Mario Mandzukic didn’t have a great evening on Tuesday night. The Atletico Madrid striker failed to score against rivals Real Madrid, he was left with a bloody face after a clash with Sergio Ramos and had to deny being bitten on the arm by Daniel Carvajal the following day.

However, it gets much worse for the Croatian, after it was revealed that the tattoo on his back – written in Hebrew – is both incorrect and written backwards.

Mandzukic’s tattoo was in clear view when the striker fell to the floor during Tuesday’s Champions League quarter-final first leg, and it soon had fans searching the internet to see what his Hebrew script translated to.

Unfortunately for the 28-year-old though, Stuart Winer of The Times of Israel explained that the script was both incorrect grammatically and written backwards, given that it should have read from right to left. Because it read left to right, Winer said that the tattoo appeared like a mirror-image, which would either take a genius tattoo artist or, in his words, a “hopelessly incompetent” one.

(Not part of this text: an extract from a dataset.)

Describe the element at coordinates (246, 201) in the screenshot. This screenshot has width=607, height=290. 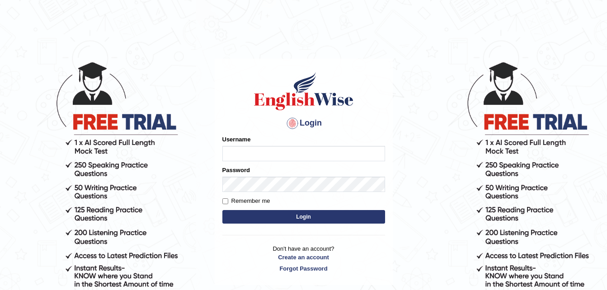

“The text was written from left to right instead of from right to left,” Winer writes on The Times of Israel website. “In addition, the letters themselves were facing the wrong way, giving the slogan the appearance of being in mirror writing, and suggesting that the tattoo artist was either an aspiring Leonardo da Vinci, who wrote mainly in mirror-image cursive, or hopelessly incompetent.

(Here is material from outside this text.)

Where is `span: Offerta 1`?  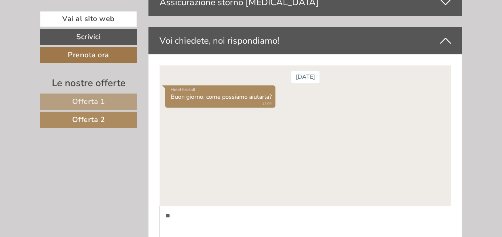 span: Offerta 1 is located at coordinates (89, 101).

Atletico Madrid striker Mario Mandzukic (AP)
Mandzukic's tattoo actually reads (backwards): 'Which doesn't to kill me, makes me stronger' (AP)

“Once the bizarre lettering had been sorted out, it emerged that the tattoo aimed to proclaim "What doesn’t kill me makes me stronger," although spelling errors rendered the actual translation closer to the grammatically awkward "Which doesn’t to kill me, makes me stronger.”